Apples Aren’t For Eating

So pay attention now to the following because you’ll understand one of the secrets of the phenomena of the universe. Suppose there was only one kind of fruit; let’s say nothing but apples. Wherever you looked in a fruit store, nothing but apples. So you’d fall asleep. The senses become dulled and stultified when you see nothing but uniformed phenomena; your mind falls asleep.

But we’re not here to sleep! We’re here to see the kevod Hashem in His creations! And so in order to wake us up Hakadosh Baruch Hu therefore gave us a variety of objects in the world.
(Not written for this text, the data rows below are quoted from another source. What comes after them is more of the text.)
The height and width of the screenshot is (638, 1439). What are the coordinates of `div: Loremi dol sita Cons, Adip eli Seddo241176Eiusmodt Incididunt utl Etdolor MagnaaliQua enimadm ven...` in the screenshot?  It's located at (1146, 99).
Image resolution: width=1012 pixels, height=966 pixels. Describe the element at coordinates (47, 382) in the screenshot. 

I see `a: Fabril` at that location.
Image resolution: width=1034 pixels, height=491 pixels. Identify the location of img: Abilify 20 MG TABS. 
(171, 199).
And so if you see a red apple and you don’t appreciate it – you should! The glory of a red apple, a regular Macintosh. What a beauty! What a miracle it is! An apple is a wonder to behold. I’m not talking now about eating it. Even on Tisha B’Av, on Asarah B’Teves, it’s a glorious sight.
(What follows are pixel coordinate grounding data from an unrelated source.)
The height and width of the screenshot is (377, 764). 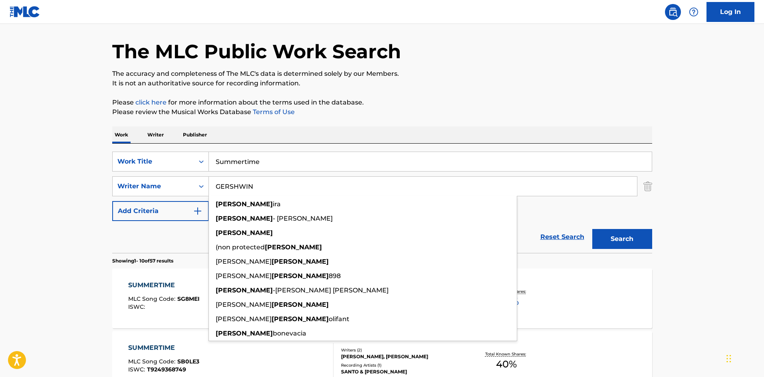 I want to click on button: Search, so click(x=622, y=239).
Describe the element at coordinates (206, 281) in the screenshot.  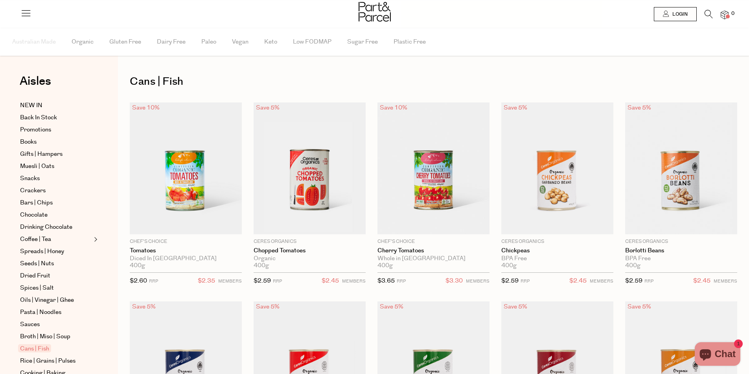
I see `span: $2.35` at that location.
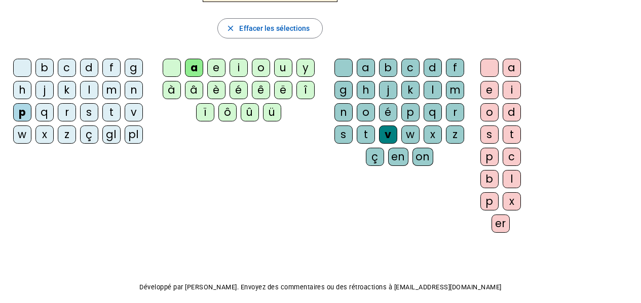 Image resolution: width=641 pixels, height=303 pixels. Describe the element at coordinates (194, 90) in the screenshot. I see `div: â` at that location.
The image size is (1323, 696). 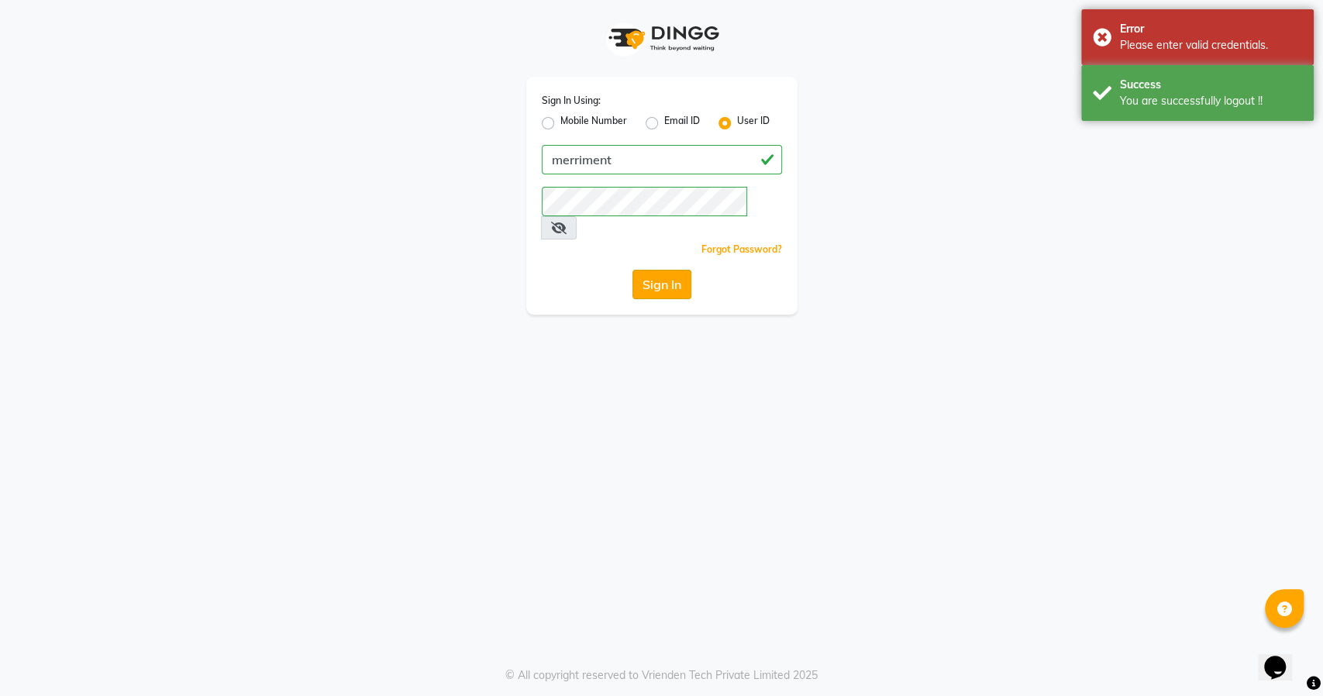 What do you see at coordinates (662, 285) in the screenshot?
I see `button: Sign In` at bounding box center [662, 285].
A luscious package of food – nourishing and delicious – and it’s wrapped in a waterproofed peel. It’s a waxed, waterproof packaging to protect it. And it’s made attractive colored in order to attract your attention. Red with some green splotches; sometimes there are little dimples and dots on it to make it more interesting and attractive. It’s so interesting to look at; it belongs in a museum. A red apple should wake a man up, absolutely.

Still, if you’re obtuse enough not to notice that, if you’re thick headed, so Hakadosh Baruch Hu has rachmanus on you and He makes variety. The regular Macintosh apple didn’t do the trick so He made the Golden Delicious. Maybe someday you’ll see a Golden Delicious and it’ll hit you between the eyes, “Wooah, what a beautiful tint that is!”, and it’ll wake you up.

Colorful Roses

If you see red roses all the time it becomes monotonous and you stop thinking about them. But if they’re red over here and in another place they’re white and elsewhere they’re yellow and still further on they’re pink, so finally the message is brought home to you that there’s something called roses that require your attention.

After a number of times of being nudged, of our attention being solicited, finally we’ll wake up and say, “Oh, yes, look! I’ve been looking at it perhaps for ten, twenty, maybe thirty years, and I didn’t see it.”

Now, I’m not saying these things from my own head; it’s not me. Rashi Hakadosh says it in Mesichta Rosh Hashanah. With me you could say you don’t agree but this is a Gemara. There’s a question there, why is it that in the Beis Hamikdash on the fifth day the shir shel yom, the song that the Leviim sang – we say it still today after davening – was the kepitel of ‘Make song to Hashem’ (Tehillim 81). Why was that chapter chosen? And the Sages say the reason is because on the fifth day Hashem created birds and fish.

The question is, what does that have to do with singing to Hashem? So Rashi explains like this: When a person sees all kinds of birds and fish, each one different from the other, he notices; he pays attention.